I saw those white folks doing a ragtime dance. The old Mr. Andrews 

with his jowls shaking like a pig’s and shuffling his feet in his muddy 

pen. Ms. Louise Anne Jenson was shaking her bony backside trying 

to get the men to notice her. She had less meat on her than a starved 

chicken. Annabelle Jackson began shouting like she was in church or 

somethin’: “Hallelujah! Hallelujah!” Then they began all chiming in 

‘n rollin’ in the aisles like the Holy Spirit got hold of ‘em. But when I 

squinted my eyes, I sees that they were all red-faced and wily demons 

and this place was Hell and Satan had his pitchfork. They was standin’ 

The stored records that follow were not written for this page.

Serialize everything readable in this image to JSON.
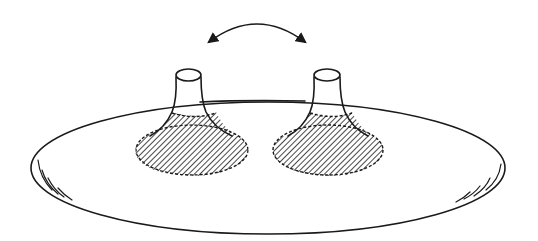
{
  "diagram": {
    "colors": {
      "line": "#1a1a1a",
      "background": "#ffffff",
      "hatch": "#1a1a1a"
    },
    "elements": {
      "disc": {
        "shape": "ellipse",
        "cx": 268,
        "cy": 168,
        "rx": 237,
        "ry": 66
      },
      "peaks": [
        {
          "id": "left-peak",
          "cap_cx": 188,
          "cap_cy": 75,
          "base_cx": 192,
          "base_cy": 150,
          "base_rx": 57,
          "base_ry": 26,
          "hatched": true
        },
        {
          "id": "right-peak",
          "cap_cx": 327,
          "cap_cy": 75,
          "base_cx": 328,
          "base_cy": 150,
          "base_rx": 55,
          "base_ry": 25,
          "hatched": true
        }
      ],
      "arrow": {
        "type": "double-headed-curved",
        "from": [
          207,
          43
        ],
        "to": [
          307,
          43
        ],
        "apex": [
          257,
          24
        ]
      }
    }
  }
}
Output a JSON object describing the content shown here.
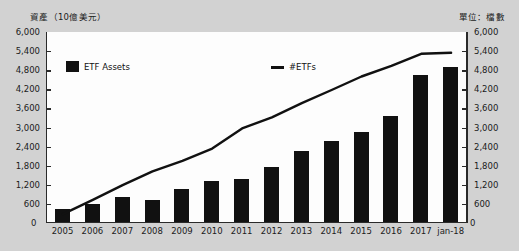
{
  "header": {
    "left_unit_label": "資產（10億美元）",
    "right_unit_label": "單位：檔數"
  },
  "legend": {
    "bars_label": "ETF Assets",
    "line_label": "#ETFs"
  },
  "axis": {
    "zero_left": "0",
    "zero_right": "0"
  },
  "chart_data": {
    "type": "bar",
    "title": "",
    "subtitle": "",
    "xlabel": "",
    "ylabel": "資產（10億美元）",
    "y2label": "單位：檔數",
    "categories": [
      "2005",
      "2006",
      "2007",
      "2008",
      "2009",
      "2010",
      "2011",
      "2012",
      "2013",
      "2014",
      "2015",
      "2016",
      "2017",
      "jan-18"
    ],
    "ylim": [
      0,
      6000
    ],
    "y2lim": [
      0,
      6000
    ],
    "yticks": [
      "0",
      "600",
      "1,200",
      "1,800",
      "2,400",
      "3,000",
      "3,600",
      "4,200",
      "4,800",
      "5,400",
      "6,000"
    ],
    "y2ticks": [
      "0",
      "600",
      "1,200",
      "1,800",
      "2,400",
      "3,000",
      "3,600",
      "4,200",
      "4,800",
      "5,400",
      "6,000"
    ],
    "grid": false,
    "legend_position": "top-inside",
    "series": [
      {
        "name": "ETF Assets",
        "type": "bar",
        "axis": "left",
        "color": "#111111",
        "values": [
          400,
          560,
          800,
          710,
          1040,
          1300,
          1350,
          1750,
          2250,
          2550,
          2850,
          3350,
          4650,
          4900
        ]
      },
      {
        "name": "#ETFs",
        "type": "line",
        "axis": "right",
        "color": "#111111",
        "values": [
          250,
          700,
          1170,
          1610,
          1940,
          2330,
          2970,
          3320,
          3770,
          4190,
          4620,
          4960,
          5340,
          5370
        ]
      }
    ]
  }
}
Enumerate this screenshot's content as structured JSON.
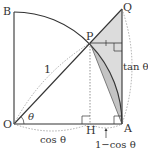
{
  "diagram": {
    "colors": {
      "line": "#333333",
      "shade": "#d9d9d9",
      "shade_dark": "#bdbdbd",
      "dashed": "#777777",
      "background": "#ffffff"
    },
    "points": {
      "O": {
        "label": "O",
        "x": 14,
        "y": 124
      },
      "A": {
        "label": "A",
        "x": 122,
        "y": 124
      },
      "B": {
        "label": "B",
        "x": 14,
        "y": 12
      },
      "P": {
        "label": "P",
        "x": 90,
        "y": 43
      },
      "H": {
        "label": "H",
        "x": 90,
        "y": 124
      },
      "Q": {
        "label": "Q",
        "x": 122,
        "y": 9
      }
    },
    "labels": {
      "radius": "1",
      "angle": "θ",
      "cos": "cos θ",
      "tan": "tan θ",
      "one_minus_cos": "1−cos θ"
    }
  }
}
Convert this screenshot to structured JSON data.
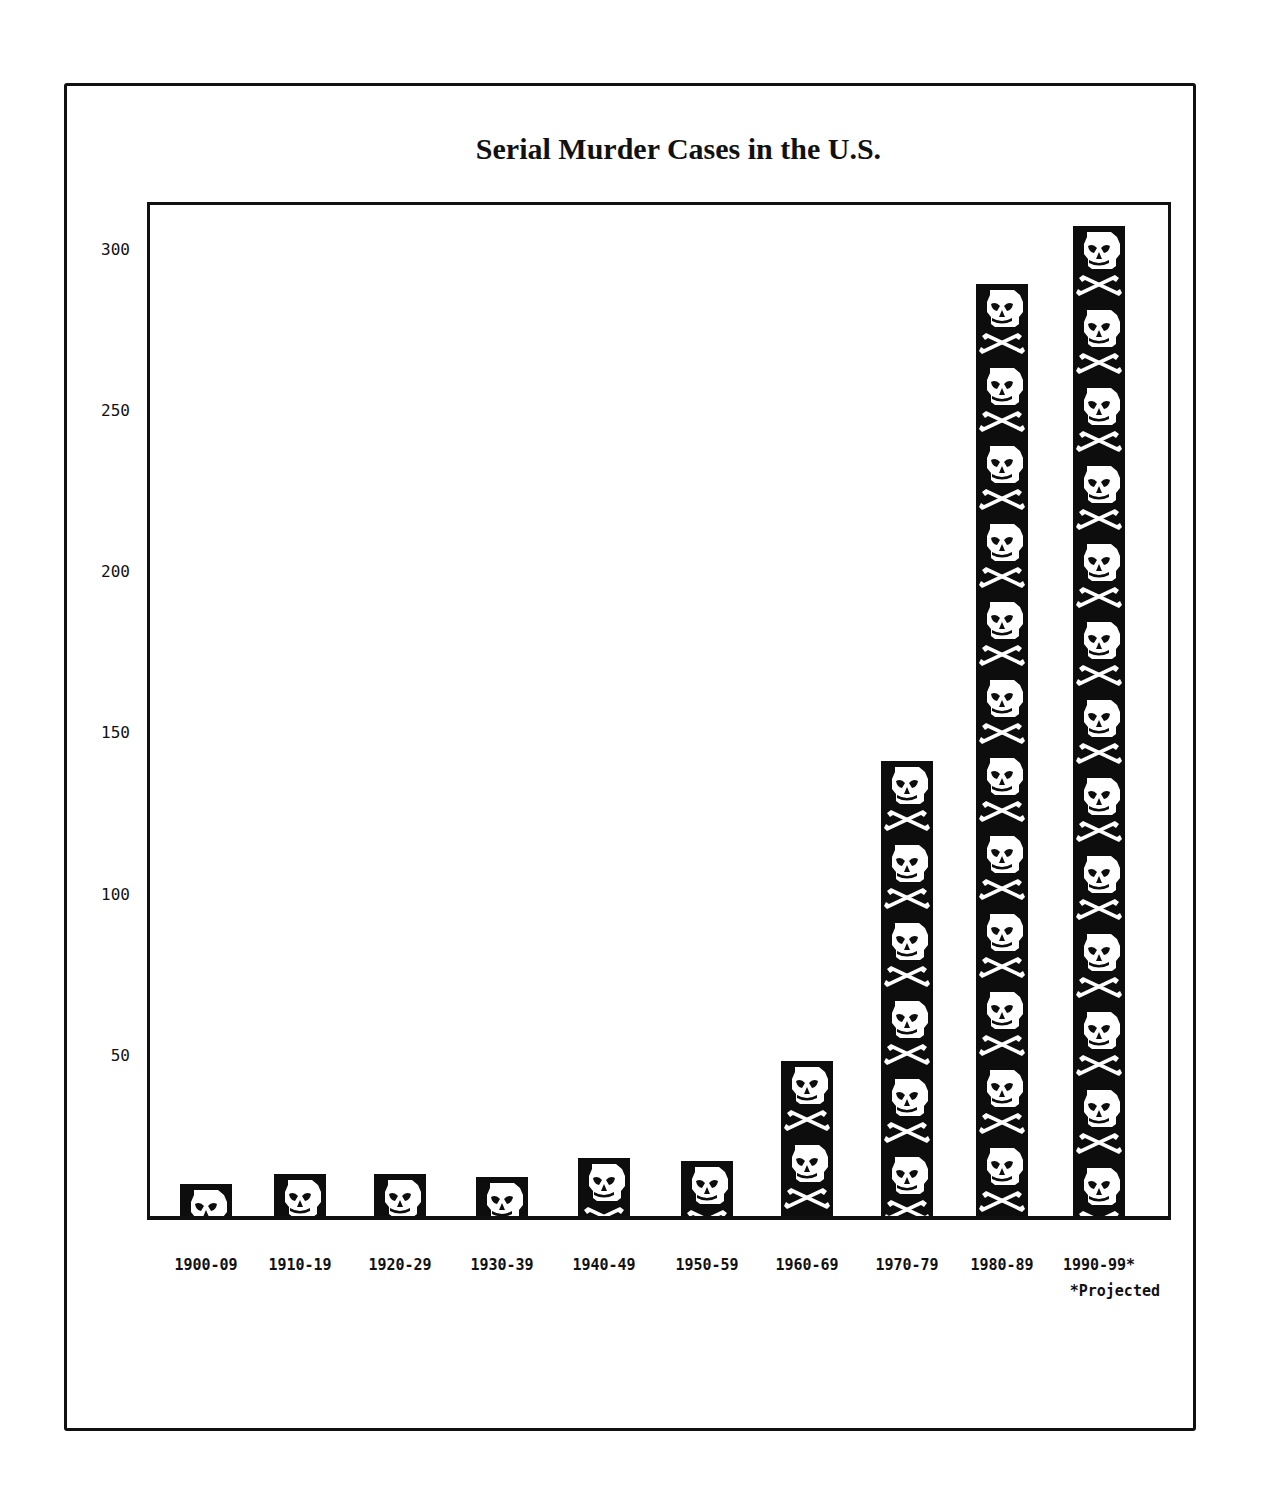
{
  "chart_data": {
    "type": "bar",
    "title": "Serial Murder Cases in the U.S.",
    "xlabel": "",
    "ylabel": "",
    "ylim": [
      0,
      315
    ],
    "yticks": [
      50,
      100,
      150,
      200,
      250,
      300
    ],
    "grid": false,
    "legend": null,
    "categories": [
      "1900-09",
      "1910-19",
      "1920-29",
      "1930-39",
      "1940-49",
      "1950-59",
      "1960-69",
      "1970-79",
      "1980-89",
      "1990-99*"
    ],
    "values": [
      10,
      13,
      13,
      12,
      18,
      17,
      48,
      141,
      289,
      307
    ],
    "bar_fill": "skull-and-crossbones pictogram",
    "annotations": [
      "*Projected"
    ]
  },
  "labels": {
    "title": "Serial Murder Cases in the U.S.",
    "yticks": [
      "50",
      "100",
      "150",
      "200",
      "250",
      "300"
    ],
    "categories": [
      "1900-09",
      "1910-19",
      "1920-29",
      "1930-39",
      "1940-49",
      "1950-59",
      "1960-69",
      "1970-79",
      "1980-89",
      "1990-99*"
    ],
    "footnote": "*Projected"
  },
  "colors": {
    "bar": "#0d0d0d",
    "skull": "#ffffff",
    "axis": "#111111",
    "background": "#ffffff"
  }
}
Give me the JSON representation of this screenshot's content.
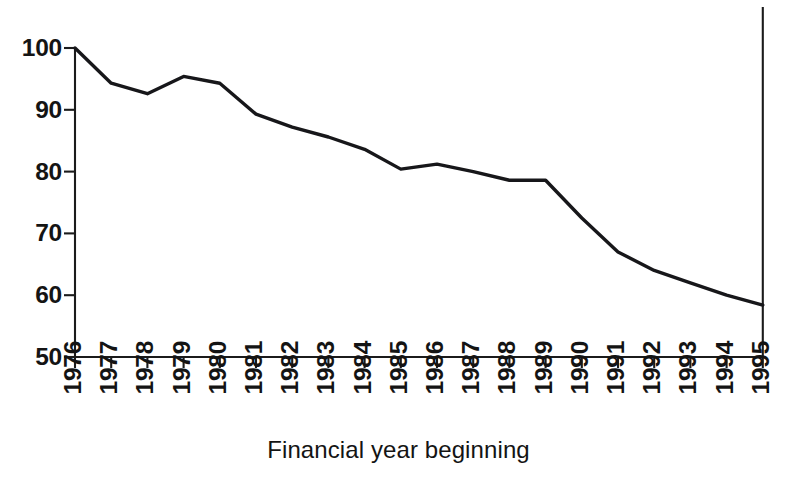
{
  "chart_data": {
    "type": "line",
    "title": "",
    "xlabel": "Financial year beginning",
    "ylabel": "",
    "categories": [
      "1976",
      "1977",
      "1978",
      "1979",
      "1980",
      "1981",
      "1982",
      "1983",
      "1984",
      "1985",
      "1986",
      "1987",
      "1988",
      "1989",
      "1990",
      "1991",
      "1992",
      "1993",
      "1994",
      "1995"
    ],
    "values": [
      100.0,
      94.3,
      92.6,
      95.4,
      94.3,
      89.3,
      87.2,
      85.6,
      83.6,
      80.4,
      81.2,
      80.0,
      78.6,
      78.6,
      72.5,
      67.0,
      64.0,
      62.0,
      60.0,
      58.4
    ],
    "series": [
      {
        "name": "index",
        "values": [
          100.0,
          94.3,
          92.6,
          95.4,
          94.3,
          89.3,
          87.2,
          85.6,
          83.6,
          80.4,
          81.2,
          80.0,
          78.6,
          78.6,
          72.5,
          67.0,
          64.0,
          62.0,
          60.0,
          58.4
        ]
      }
    ],
    "ylim": [
      50,
      100
    ],
    "yticks": [
      50,
      60,
      70,
      80,
      90,
      100
    ],
    "ytick_labels": [
      "50",
      "60",
      "70",
      "80",
      "90",
      "100"
    ],
    "xtick_labels": [
      "1976",
      "1977",
      "1978",
      "1979",
      "1980",
      "1981",
      "1982",
      "1983",
      "1984",
      "1985",
      "1986",
      "1987",
      "1988",
      "1989",
      "1990",
      "1991",
      "1992",
      "1993",
      "1994",
      "1995"
    ],
    "grid": false,
    "legend": null,
    "legend_position": "none",
    "line_color": "#17171a",
    "axis_color": "#1b1b1b",
    "background_color": "#ffffff",
    "xtick_rotation": 90,
    "annotations": []
  }
}
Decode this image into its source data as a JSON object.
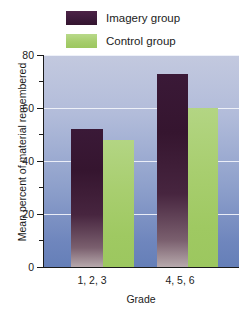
{
  "chart_data": {
    "type": "bar",
    "title": "",
    "xlabel": "Grade",
    "ylabel": "Mean percent of material remembered",
    "categories": [
      "1, 2, 3",
      "4, 5, 6"
    ],
    "series": [
      {
        "name": "Imagery group",
        "color": "#3a1937",
        "values": [
          52,
          73
        ]
      },
      {
        "name": "Control group",
        "color": "#a6cd6c",
        "values": [
          48,
          60
        ]
      }
    ],
    "ylim": [
      0,
      80
    ],
    "yticks": [
      0,
      20,
      40,
      60,
      80
    ],
    "ytick_labels": [
      "0",
      "20",
      "40",
      "60",
      "80"
    ],
    "yminor_ticks": [
      10,
      30,
      50,
      70
    ],
    "grid": true,
    "gridlines_at": [
      20,
      40,
      60,
      80
    ],
    "legend_position": "top-center",
    "plot_background": "blue-gradient"
  },
  "legend": {
    "items": [
      {
        "label": "Imagery group",
        "swatch": "imagery-swatch"
      },
      {
        "label": "Control group",
        "swatch": "control-swatch"
      }
    ]
  },
  "axes": {
    "y_title": "Mean percent of material remembered",
    "x_title": "Grade",
    "y_labels": {
      "t80": "80",
      "t60": "60",
      "t40": "40",
      "t20": "20",
      "t0": "0"
    },
    "x_labels": {
      "g1": "1, 2, 3",
      "g2": "4, 5, 6"
    }
  }
}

there. They was fixin’ to do this to all of us. I could go climb like Moses 

to Mt. Sinai hisself. But I knowed that wouldn’t do no good. I couldn’t 

take it no more. So I ran into the fields. Got on my knees and I began 

prayin’. Like I never had before in my life. It was at a fever pitch. I lost 

myself. Regained it. Felt a surge of energy –and then I saw the stars 

and a myriad number of galaxies – and then I saws his face – the face 

of God, black as darkness can git and with the bright stars for his eyes. 

He smiled at me. I knowed it was Him. It couldn’t be no other. Then he 

said to me like the wind whisperin’ through the sycamore trees that he 

would send his only begotten son. 

A black boy came forth.

“I needs you to go to Cairo.”

“Egypt?” 

“No, Georgia.” 

“And den what?”

“Wears one of my uniforms.”

“A rabbi’s or a priest’s.”

“Nope. A Brooklyn Dodger’s uniform.”

“And den walk on water like Jesus hisself?”

“Nope.”

“Part the Red Sea?”

“Nope, my Son.” 

“Well, den what?”

“Play baseball! Break the color barrier! Become Rookie of the Year! 

Six-time All Star might do and make sure you break dose hearts of 

da white massas down there when you at it!”

“Why, Diddy?”

“Cause when dey sees my Black Face up here after deys die, ain’t so 

surprised.”

“And?”

“Hit for da cycle, my Son. Steal Bases!” 

“And?” 

“I dunno. Make it up as you go. But a .311 Lifetime average wouldn’t 

be bad for starters.” 

“Why?”

“Cause ever’where’s da same these days. Da white man gots all da 

power.”

“And what else, Diddy?” 

“Baseball’s da only game where a Black man can waves a stick at a 

white man down there and git away with it.”